Tuesday, February 2, 2010

You Must Love My Catalog


So let's start by saying Reasonable Doubt is Jay-Z's best album. We've heard it enough times at this point that the spoken word that opens "Can I Live", the cool headed menace of "Fried or Foe", the wise beyond his years, resigned, dutiful weariness permeating "D'evils" and "Dead Presidents", the pitch perfect production that complements it all is familiar to us as The Happy Birthday song. It's one of Rap's very few perfect albums but it's a consensus favorite. The album has lost all its excitement and mystery, so what we're really debating as we hash out Blueprint vs. The Life & Times of S. Carter or Roc La Familia vs. Hard Knock Life is what album gets the silver medal.

For me the winner just might be it's chronological successor, In My Lifetime. At the time it was released, I was not alone in thinking Hov had hit a Sophomore slump. (Jay-Z himself conceded to The Source the album was disappointment on the eve of Hard Knock Life) But it has aged incredibly well. The balance isn't so much in juggling street singles and pop as he did pretty masterfully on Hard Knock Life and The Blueprint, a majority of the album warrants a video. The balance comes in the singles themselves. The witty "A Million and One Questions" might be his best work with Primo, "Streets is Watching" and "The City Is Mine" are glossy Usual Suspects stylized Goines dramas but Jay carries both and they're classics of their genre. "I Know What Girls Like" and "(Always be my) Sunshine" are two of Jay's worst songs that aren't on BP 2 but they're more than balanced by one of his best pimp anthems "Who you wit 2" and the slick "Imaginary Player".

But it's his hood concessions "Where I'm from", "Face Off", "Real Niggas" and today's feature "You Must Love Me" that make this album my favorite to dust off every few months and burn through. It's some of Jay's best writing, a lofty sentiment for an artist so consistent and prolific. "You Must Love Me" was his first, and best introspective song, taking three difficult anecdotes from his life and writing to theme, a model he invented here and would revisit many times. "You Must Love Me" feels raw, is detailed in a way "Song Cry" and his contribution to "This Can't Be Life" aren't. The song carries a self admonishment, an admission of guilt that separates it from the others. There's still the obvious, self serving wailing Jay has always practiced, even when in the wrong he wins the shoot-out and has the girl who's willing to play mule, but he's doing his best job explaining his remorse, where he fucked up exactly. There are so many moments, particularly in the vignette dedicated to the mentor he faces off with. The verse has an immediacy, he puts us in his shoes and head ("High off, more than weed") in ways he'd never accomplished before and has not since. It's drama that doesn't feel forced or contrived and gives this great album the send off it deserves.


Your task is to transcribe all of the data below exactly, omitting the images.

** Provided information follows **

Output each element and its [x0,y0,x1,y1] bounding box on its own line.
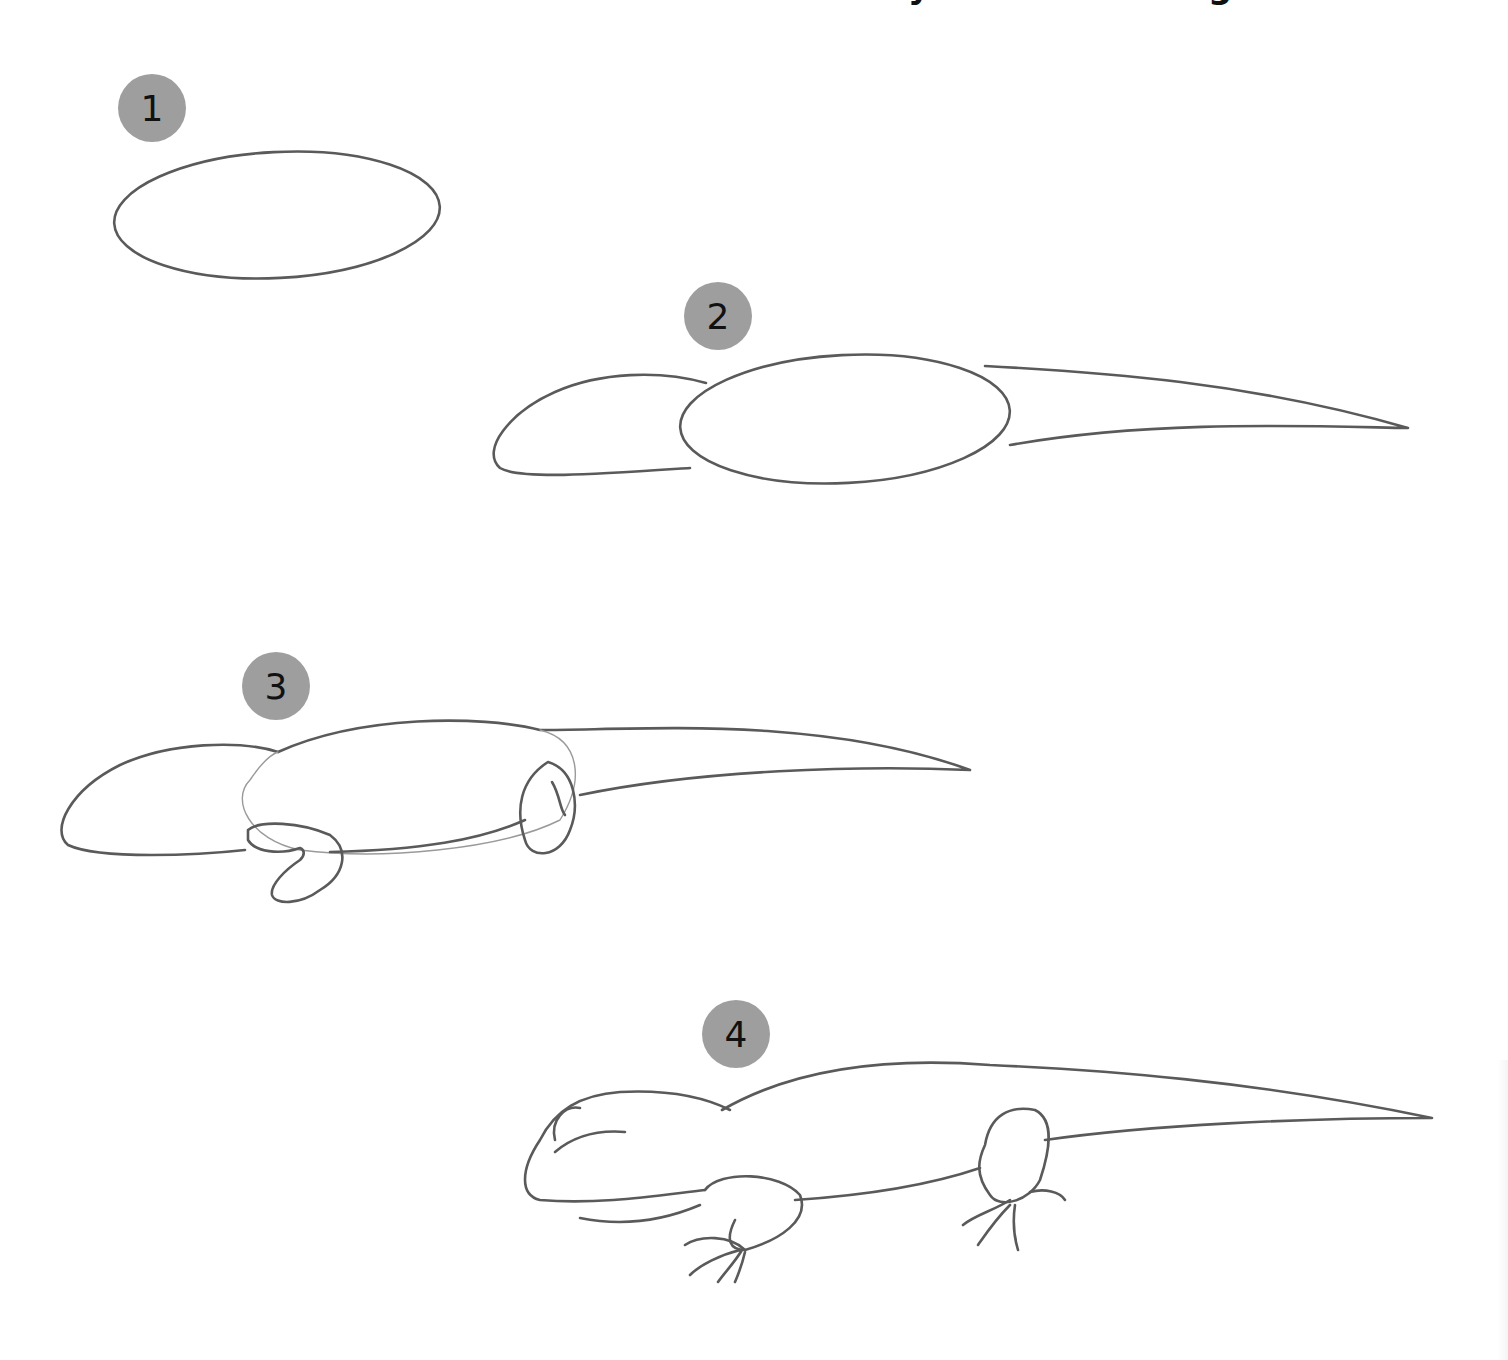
step-4-lizard [525,1063,1432,1282]
step-1-oval [111,144,443,287]
right-edge-shadow [1498,1060,1508,1360]
step-3-shapes [61,721,970,902]
lizard-drawing-steps [0,0,1508,1360]
step-2-shapes [494,346,1408,491]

** End of Provided information **

=== Answer box ===
Output each element and its [x0,y0,x1,y1] bounding box on its own line.
step-4-lizard [525,1063,1432,1282]
step-1-oval [111,144,443,287]
right-edge-shadow [1498,1060,1508,1360]
step-3-shapes [61,721,970,902]
lizard-drawing-steps [0,0,1508,1360]
step-2-shapes [494,346,1408,491]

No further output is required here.